48 These results also provide some empirical support for a heuristic argument offered in an earlier paper with Barbara Sands. We argued that with the impact of commercialization on inequality via its effect on asset distribution ambiguous, commercialization may have actually helped to reduce inequality because of its positive effect on wages and the levelling effect of wages on distribution, and increased factor market activity. While the links between late 19th and early 20th-century commercialization and wages remain open to debate, empirically it appears to be true that higher wages and expanded opportunities in land and labour markets are associated with lower inequality, ceterus paribus. See Loren Brandt and Barbara Sands, “Beyond Malthus and Ricardo: economic growth, land concentration, and income distribution in early twentieth century China,” Journal of Economic History, Vol. 50, No. 4 (December 1990).

49 A major consequence of poorly functioning factor markets is that they may distort the direction and path of technological change. In an economy with poorly functioning labour markets and wages well in excess of market clearing levels, employers are motivated to move along a path of labour-saving, capital-using technological change, and to demand innovation in the same direction

50 The logic here is very simple. Public goods have two key features: they are non-rivalrous, meaning that the marginal costs of providing them to an additional consumer are zero; and they are non-exclusive, meaning that people cannot be excluded from consuming them.

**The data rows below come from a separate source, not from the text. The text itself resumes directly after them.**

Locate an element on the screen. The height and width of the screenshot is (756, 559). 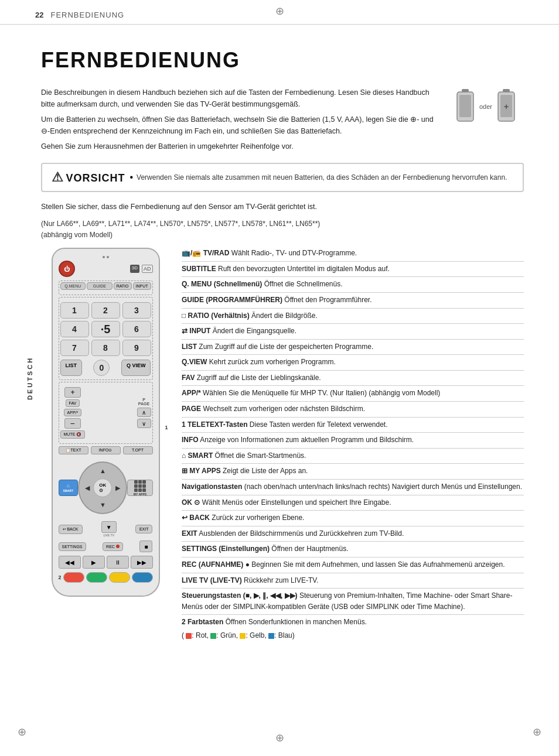
livetv-label: LIVE TV is located at coordinates (109, 535).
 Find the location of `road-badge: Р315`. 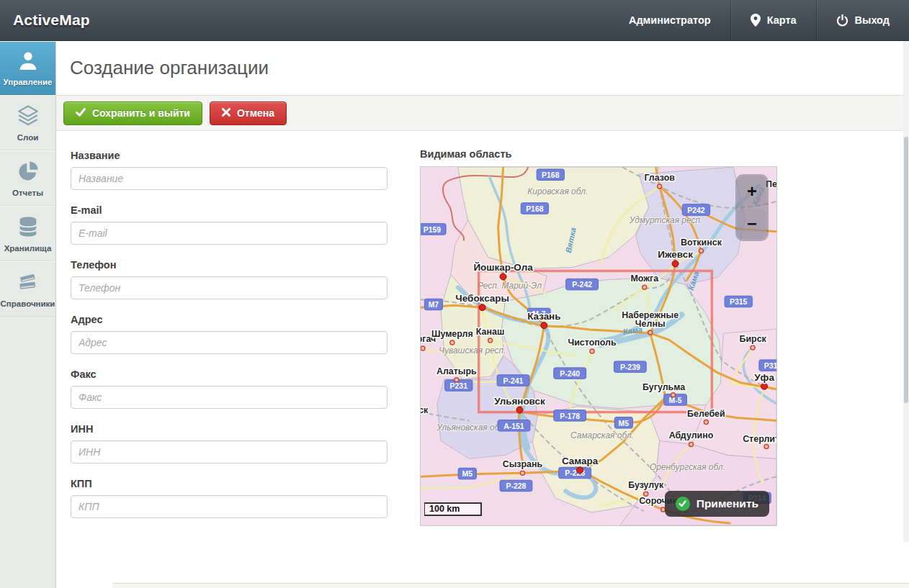

road-badge: Р315 is located at coordinates (768, 366).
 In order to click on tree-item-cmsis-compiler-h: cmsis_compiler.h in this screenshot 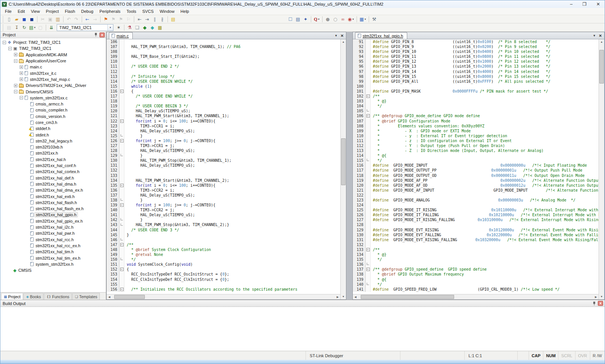, I will do `click(53, 110)`.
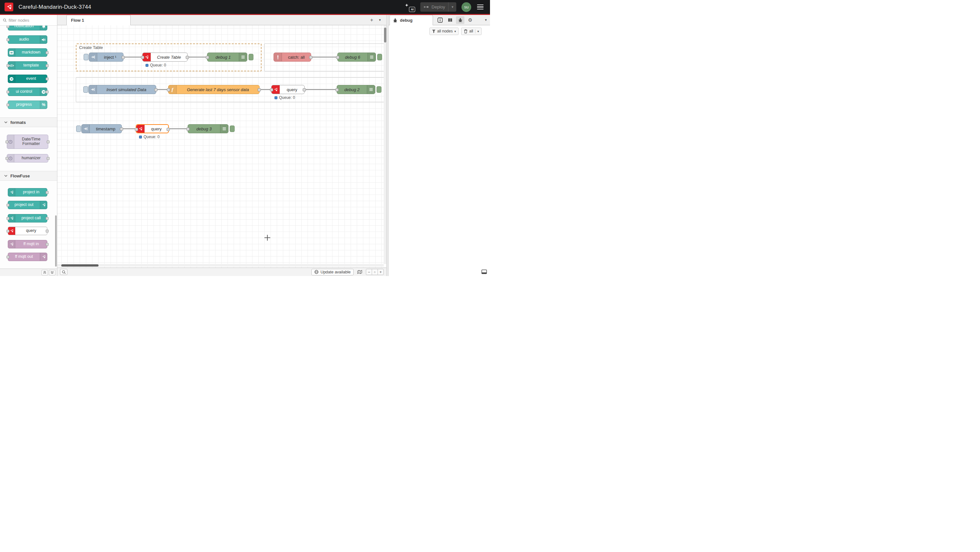 This screenshot has height=552, width=980. Describe the element at coordinates (27, 40) in the screenshot. I see `palette-node-audio: audio` at that location.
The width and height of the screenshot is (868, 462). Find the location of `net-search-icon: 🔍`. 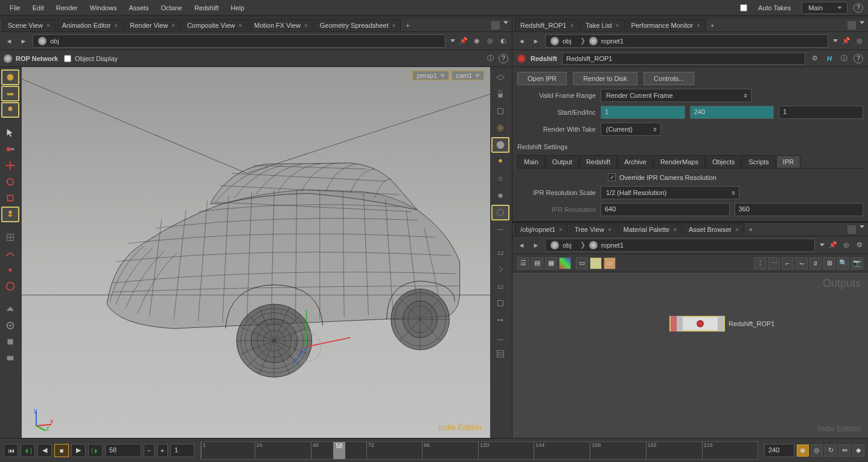

net-search-icon: 🔍 is located at coordinates (843, 263).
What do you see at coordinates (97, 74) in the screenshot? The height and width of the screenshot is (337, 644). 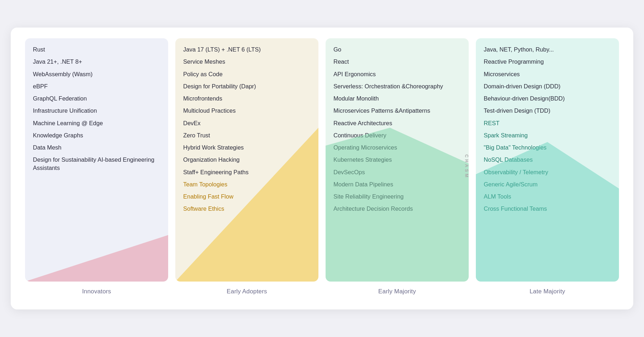 I see `list-item: WebAssembly (Wasm)` at bounding box center [97, 74].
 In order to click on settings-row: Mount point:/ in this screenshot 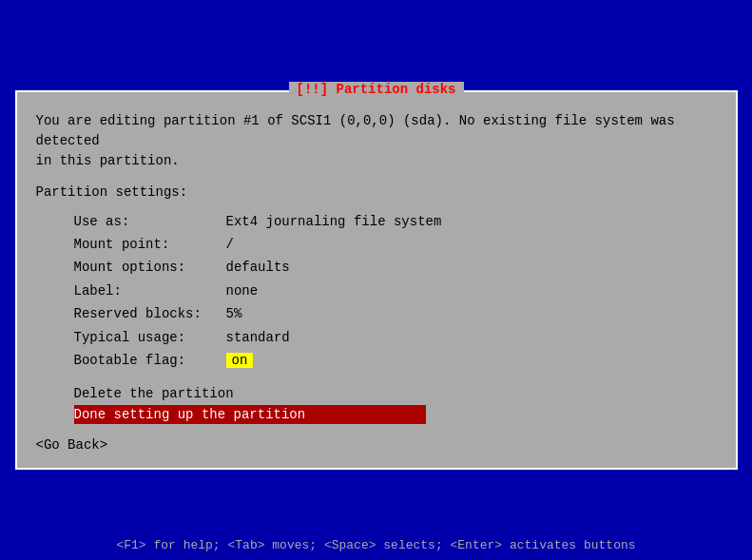, I will do `click(395, 244)`.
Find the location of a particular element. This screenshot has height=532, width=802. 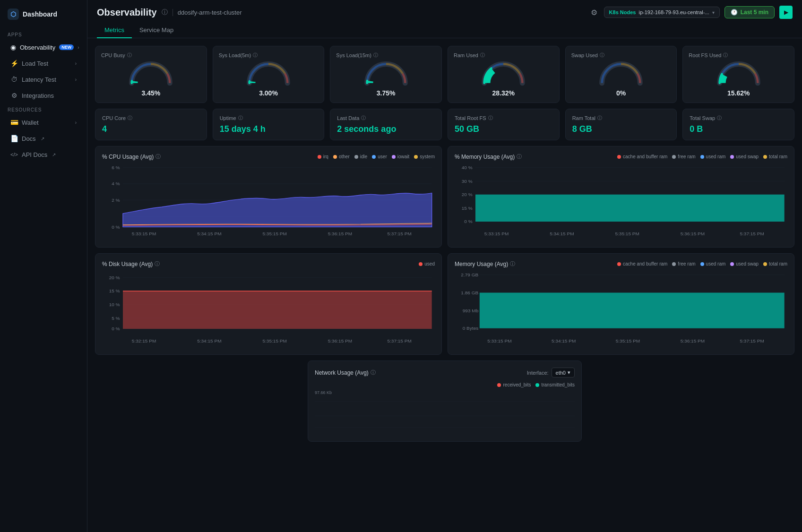

cpu-chart-title: % CPU Usage (Avg) ⓘ is located at coordinates (131, 157).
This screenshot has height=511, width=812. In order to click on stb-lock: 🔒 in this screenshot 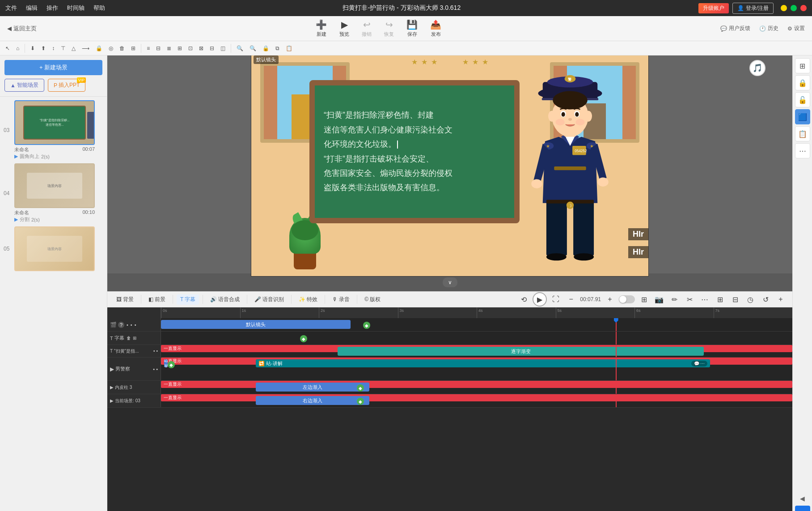, I will do `click(99, 48)`.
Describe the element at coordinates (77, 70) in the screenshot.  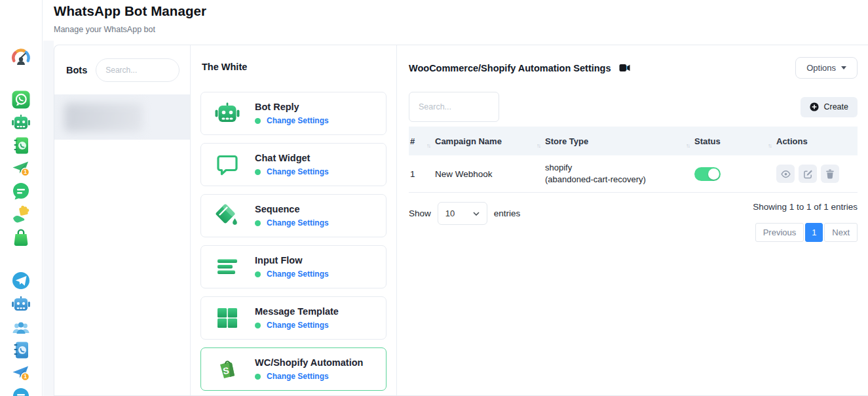
I see `bots-panel-title: Bots` at that location.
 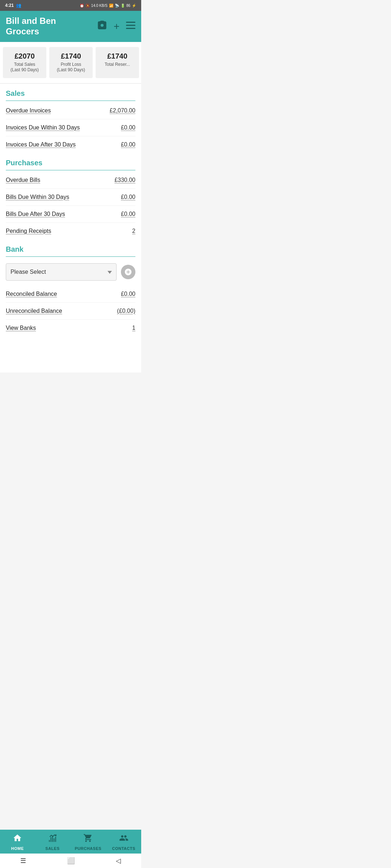 What do you see at coordinates (19, 5) in the screenshot?
I see `ms-teams-icon: 👥` at bounding box center [19, 5].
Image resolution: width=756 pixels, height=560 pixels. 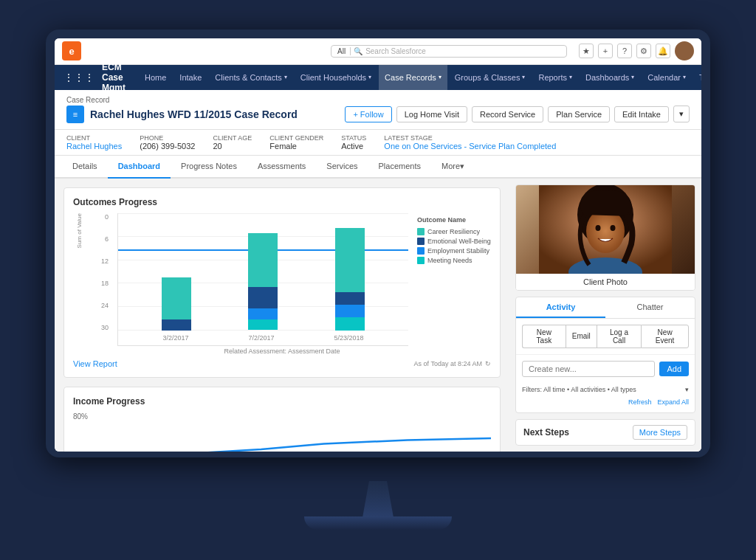 I want to click on breadcrumb: Case Record, so click(x=378, y=100).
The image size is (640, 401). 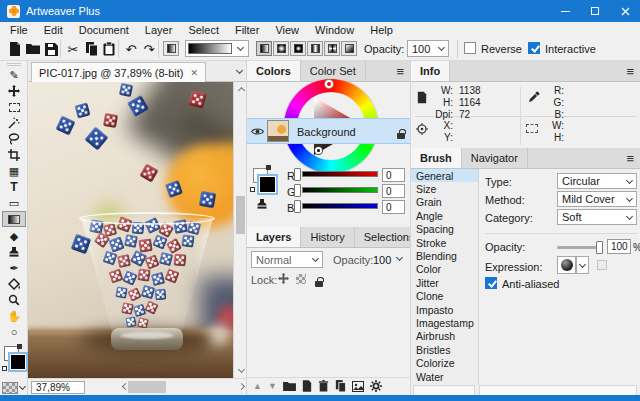 What do you see at coordinates (444, 216) in the screenshot?
I see `brush-category-angle: Angle` at bounding box center [444, 216].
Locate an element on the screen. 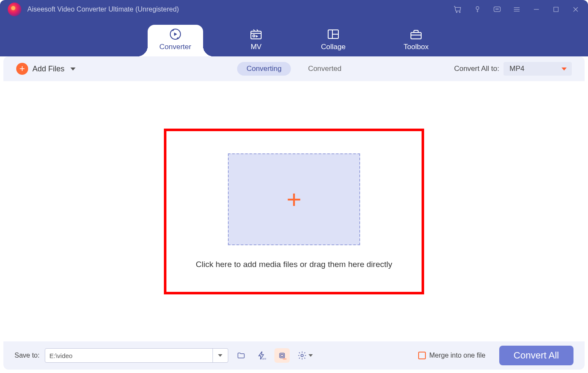  tab-toolbox: Toolbox is located at coordinates (416, 41).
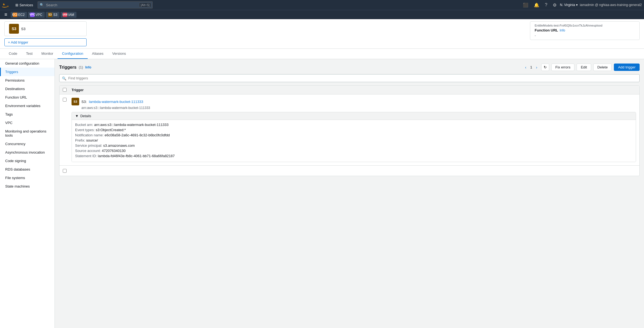  I want to click on next-page-button: ›, so click(537, 67).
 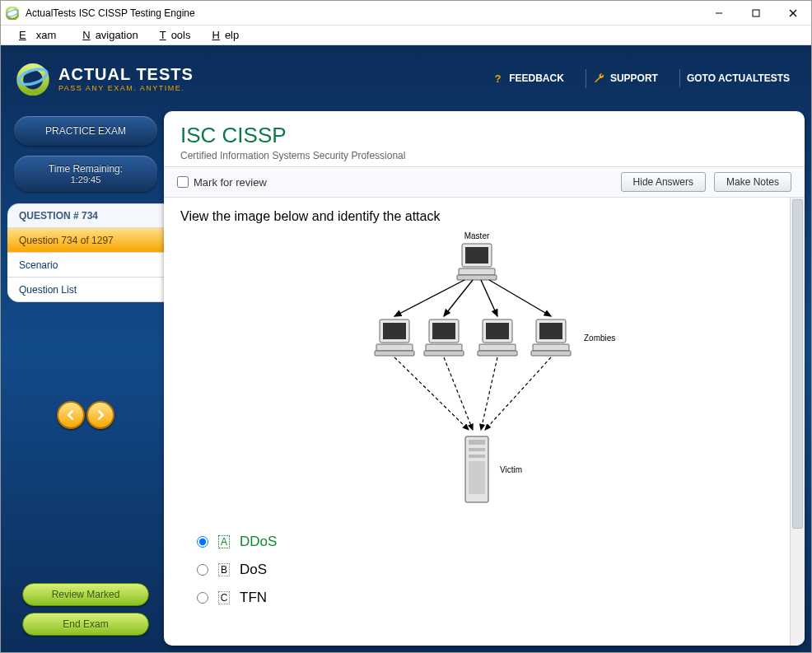 I want to click on menu-tools: Tools, so click(x=173, y=35).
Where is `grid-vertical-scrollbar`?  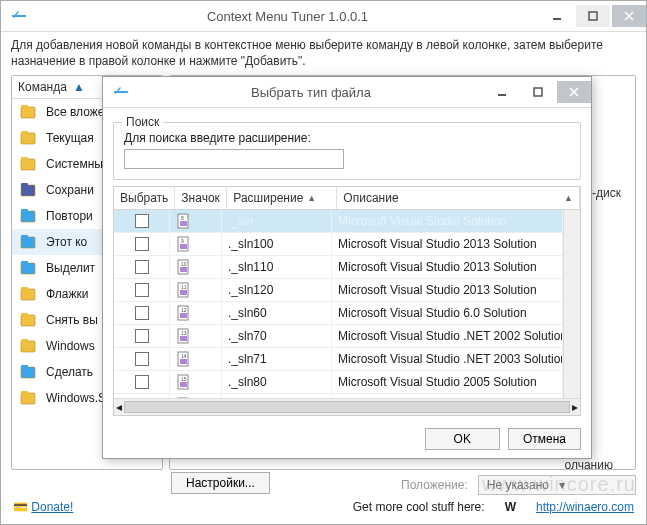
grid-vertical-scrollbar is located at coordinates (572, 304).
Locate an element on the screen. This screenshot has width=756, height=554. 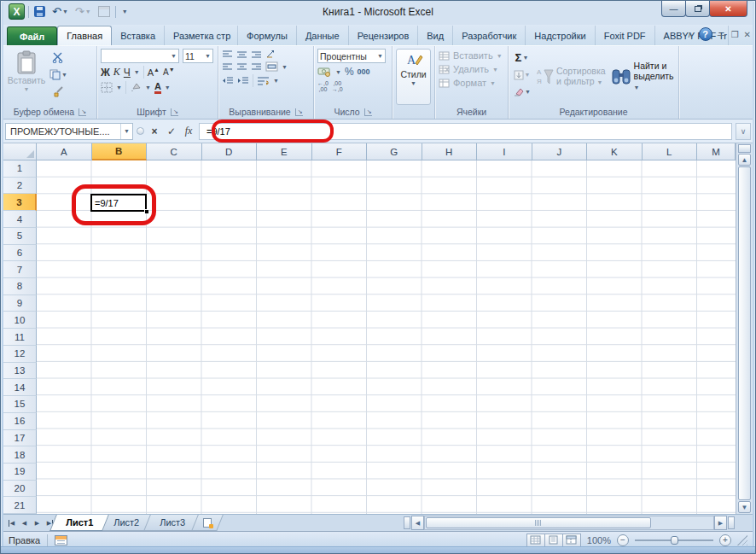
styles-button: A Стили ▼ is located at coordinates (413, 77).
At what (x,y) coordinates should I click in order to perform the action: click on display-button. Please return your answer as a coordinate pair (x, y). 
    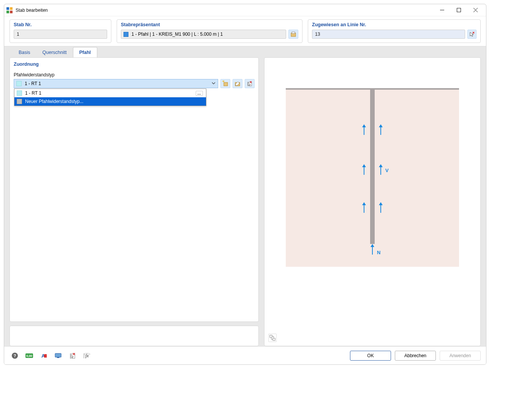
    Looking at the image, I should click on (58, 356).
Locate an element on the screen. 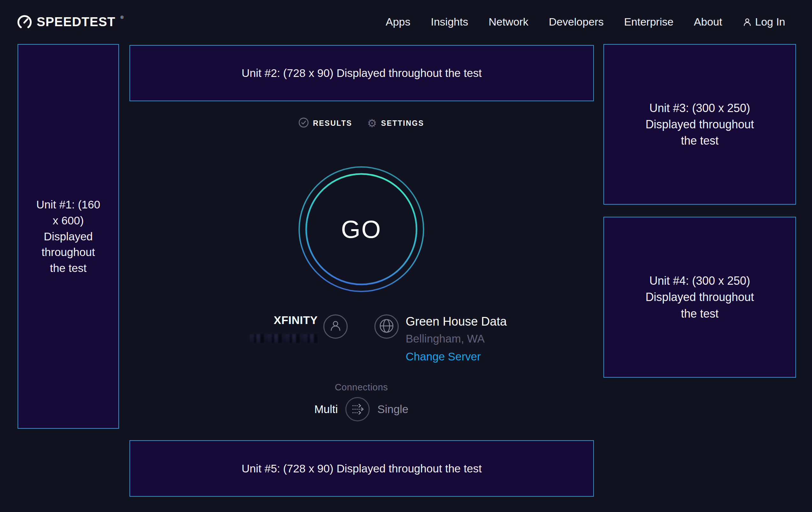 This screenshot has height=512, width=812. results-settings-tabs: RESULTS ⚙ SETTINGS is located at coordinates (361, 123).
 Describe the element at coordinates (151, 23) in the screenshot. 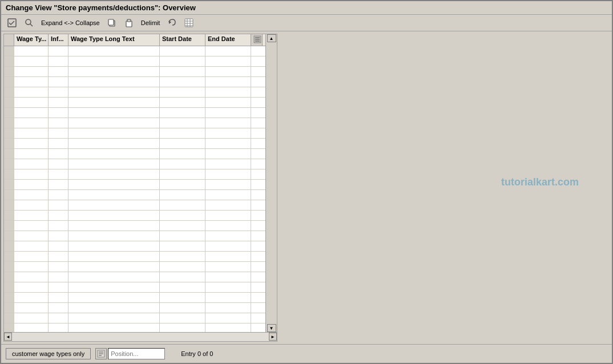

I see `delimit-label: Delimit` at that location.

Under these conditions, private agents will supply a level of the goods below that socially optimal.

51 Anthony Tang, “Research and education in Japanese economic development, 1880–1938,” Economic Studies Quarterly, Vol. 13, Nos. 2 and 3 (1963)

52 Contrast, for example, the view offered by Randall Stress in The Stubborn Earth (Berkeley: University of California Press, 1986), with T. H. Shen's more positive assessment in Paul Sih (ed.), The Strenuous Decade: China's Nation-Building Efforts, 1927–1937 (New York: St John's University Press, 1970).

53 See, for example, Bruce Stone and Scott Rozelle, Foodcrop Production Variability in China (London: The School of Oriental and African Studies, Research Notes and Monograph Series, Vol. 9, 1995), and Jikun Huang and Scott Rozelle, “Technological change: rediscovering the engine of productivity growth in China,” Journal of Development Economics, No. 49 (1996).Google Scholar

54 Lardy, Nicholas,Agriculture in China's Economic Development(Cambridge:Cambridge University Press,1983)CrossRefGoogle Scholar

55 In Chinese history, there are numerous occasions in which such systems were financed using a combination of public and private funds. In Japan, a combination of public and private finance was also used, although public funding became more important later after the First World War. See, for example, Peter Perdue, Exhausting the Earth: State and Peasant in Hunan, 1500–1850 (Cambridge, MA: Harvard University Press, 1987). For data on public funding, see Yujiro Hayami and Saburo Yamada, The Agricultural Development of Japan: A Century's Perspective (Tokyo: University of Tokyo Press, 1991).